Bill seeking to regulate trust companies OK’d
Legislation seeking to regulate trust companies based on the islands cleared the House of Representatives yesterday, setting into motion a plan to lure Asian and U.S. investors with millions of dollars in trust accounts.
HB 12-82, sponsored by Rep. William S. Torres, came just as Guam successfully attracted initial investments of $40 million from trust companies in the U.S. with the recent signing of the law regulating the financial sector.
The measure seeks to establish a mechanism to regulate and license trust companies that will be based here in order to protect public interest, while ensuring efficiency in the delivery in this type of service.
Trust companies could be the CNMI’s future to help stir the local economy based on an economic study commissioned by the Northern Marianas College.
The House Committee on House Commerce and Tourism Committee endorsed Mr. Torres proposal after months of review and after considering recommendations from several government agencies.
It noted that this new type of financial service would cater not only to Asian investors, but U.S.-based entrepreneurs and investors as well who would want to set up their businesses on the islands.
HB 12-82 aims to “bring under public supervision those persons who are engaged in, or who desire to engage in the business of a trust company, not in connection with banking business,” the committee said in a report.
This will also ensure of an “adequate, efficient and competitive” trust company service in the CNMI, the committee said in endorsing the legislation. It now heads to the Senate for action.
Meanwhile, the lower house during its regular session yesterday reconsidered its action on a seeking a 100 percent rebate on taxes paid on cash compensation involving land transaction between the government and private landowners.
HB 12-131 has been pending in the Governor’s Office where it is risking possible veto as some of its provisions are being questioned by the governor’s advisers, according to House Floor Leader Oscar M. Babauta.
“The language in HB 12-131 is ambiguous. They interpret it to mean that the rebate should be 100 percent of what is paid to the landowners by the government,” he told in an interview.
The lower house is expected to re-draft the bill for a minor amendment which it hopes to pass within the next few days, added Mr. Babauta.
Offered by Rep. Heinz S. Hofschneider, the measure will compliment two existing laws that set the mechanism for land exchange and compensation by the government for private properties.
But landowners agreeing to buy out of their lots instead of land exchange are required to pay taxes to the CNMI, thereby getting an unfair deal compared with those who want to be compensated with another property.
The measure will further remedy this inequity by providing a 100 percent tax rebate on taxes paid on cash compensation received from the sale of private land to the government on or after January 1, 1994.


ASSIGNMENT => Every record below should be repeated word for word, with the pictures left out.

[Dataset listings of figures]
——

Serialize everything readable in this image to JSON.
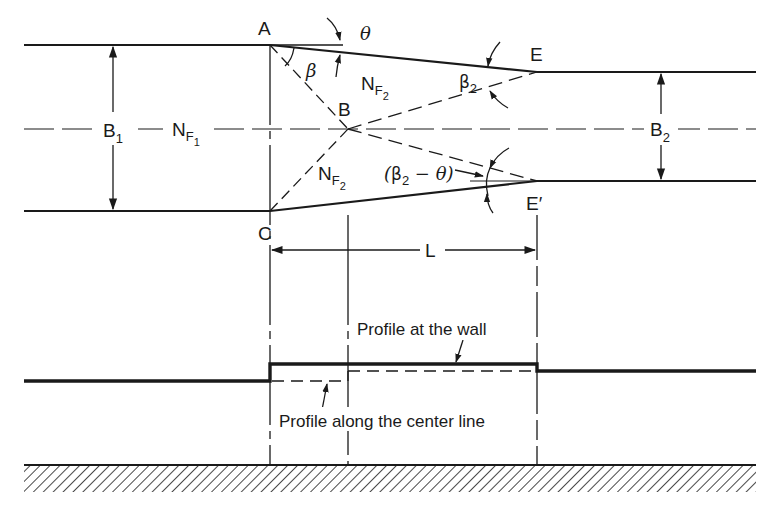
{
  "figure": {
    "points": {
      "A": "A",
      "B": "B",
      "C": "C",
      "E": "E",
      "E_prime": "E′"
    },
    "angles": {
      "theta": "θ",
      "beta": "β",
      "beta2_base": "β",
      "beta2_sub": "2",
      "beta2_minus_theta_open": "(",
      "beta2_minus_theta_beta": "β",
      "beta2_minus_theta_sub": "2",
      "beta2_minus_theta_rest": " − θ",
      "beta2_minus_theta_close": ")"
    },
    "dimensions": {
      "B1_base": "B",
      "B1_sub": "1",
      "B2_base": "B",
      "B2_sub": "2",
      "L": "L"
    },
    "froude": {
      "NF1_base": "N",
      "NF1_sub": "F",
      "NF1_subsub": "1",
      "NF2_base": "N",
      "NF2_sub": "F",
      "NF2_subsub": "2"
    },
    "profiles": {
      "wall": "Profile at the wall",
      "centerline": "Profile along the center line"
    },
    "colors": {
      "ink": "#1a1a1a",
      "background": "#ffffff"
    }
  }
}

——

EXERCISE ANSWER =>
Serialize everything readable in this image to JSON.
{
  "figure": {
    "points": {
      "A": "A",
      "B": "B",
      "C": "C",
      "E": "E",
      "E_prime": "E′"
    },
    "angles": {
      "theta": "θ",
      "beta": "β",
      "beta2_base": "β",
      "beta2_sub": "2",
      "beta2_minus_theta_open": "(",
      "beta2_minus_theta_beta": "β",
      "beta2_minus_theta_sub": "2",
      "beta2_minus_theta_rest": " − θ",
      "beta2_minus_theta_close": ")"
    },
    "dimensions": {
      "B1_base": "B",
      "B1_sub": "1",
      "B2_base": "B",
      "B2_sub": "2",
      "L": "L"
    },
    "froude": {
      "NF1_base": "N",
      "NF1_sub": "F",
      "NF1_subsub": "1",
      "NF2_base": "N",
      "NF2_sub": "F",
      "NF2_subsub": "2"
    },
    "profiles": {
      "wall": "Profile at the wall",
      "centerline": "Profile along the center line"
    },
    "colors": {
      "ink": "#1a1a1a",
      "background": "#ffffff"
    }
  }
}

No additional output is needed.